Dr. Attebery served in the U.S. Army in WW II. He has had a long, distinguished and varied career in public health and pediatric dentistry, microbiology, photomicrography and research involving anaerobic bacteria. He served as public health dentist for both Santa Cruz County and Sonoma County in California, and was research dentist at the UCLA School of Dentistry. His work has been published widely in numerous professional journals. In addition, his interests have included photography, ornithology, glass-etching and natural history. As a young athlete, he was a discus and javelin thrower. A passionate lover of nature, he volunteered for many years at the Tijuana Wildlife Refuge.

Dr. Attebery had two sons, the late Paul Attebery and the composer Mark Attebery. Mark and his wife, Jennifer, and their two children, Luke and Sophia, live in Nyack, N.Y., where Mark teaches music.

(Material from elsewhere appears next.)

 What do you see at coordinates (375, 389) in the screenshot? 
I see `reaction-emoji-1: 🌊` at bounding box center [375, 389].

“One should know by now never to underestimate Ms. Riggs,” wrote C.K. Wolfson in the Martha’s Vineyard Times. “Educated as a geologist, she taught at the Annapolis Sailing School, lived on a 44-foot houseboat for 12 years while running the Chesapeake Bay Ferry Boat Company, was a rigger at Martha’s Vineyard Shipyard, and in her late 60s, she earned an MFA in creative writing from Vermont College, and has, in each ensuing year, produced one of the Vineyard-based, Victoria Trumbull mysteries.”

Ms. Riggs is descended from a long line of Martha’s Vineyard sea captains and their strong and independent womenfolk. Her father was an experimenter for Thomas A. Edison and later became

an eminent educator; her mother, a poet and writer. She made two trips to the Antarctic, one as a scientist with the Smithsonian Institution aboard the research vessel Eltanin, the second as a journalist sent by the National Science Foundation to the continent, where she was the seventh woman to set foot on the South Pole.

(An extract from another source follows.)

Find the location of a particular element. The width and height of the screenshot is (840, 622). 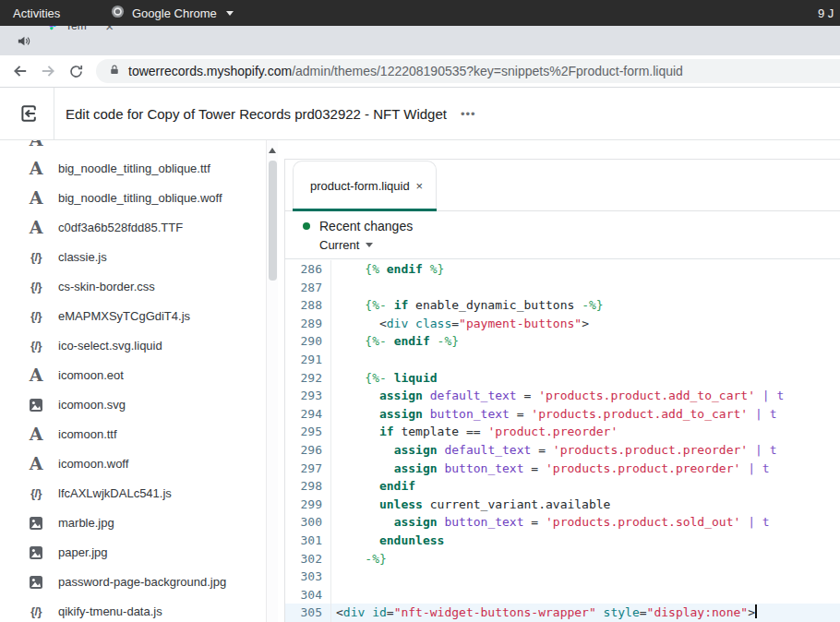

She had five children, William Stoertz and his wife Fujiko of South Korea and their two daughters, Masha and Sayaka; James Stoertz and Paula Collins of Winston-Salem, N.C. and his three children, Nasser, Aaron and Rosemary; the late Dr. Mary Wilder Stoertz and her husband Dr. Douglas Green of Athens, Ohio and their two sons, Kevin and Duncan; Ann Stoertz Ricchiazzi and her husband Dr. Paul Ricchiazzi of Santa Barbara, Calif. and their two sons, Steven and Daniel; and Robert Harris-Stoertz and his wife Dr. Fiona Harris-Stoertz of Peterborough, Ontario, Canada and their four children, Wulfric, Rowen, Morgan and Skye Willow.

In March, Dr. Attebery and his son, Mark, will motor his camper from San Diego to Martha’s Vineyard where Dr. Attebery and Ms. Riggs plan to have a quiet ceremony of commitment shortly after Dr. Attebery’s arrival. A wedding will follow in late May at the West Tisbury Congregational Church. Later this summer, a potluck reception at the Cleaveland House is planned, to which all family and friends, both Island and off-Island, are invited.

The couple will make their home in the Cleaveland House, Ms. Riggs’s ancestral home in West Tisbury.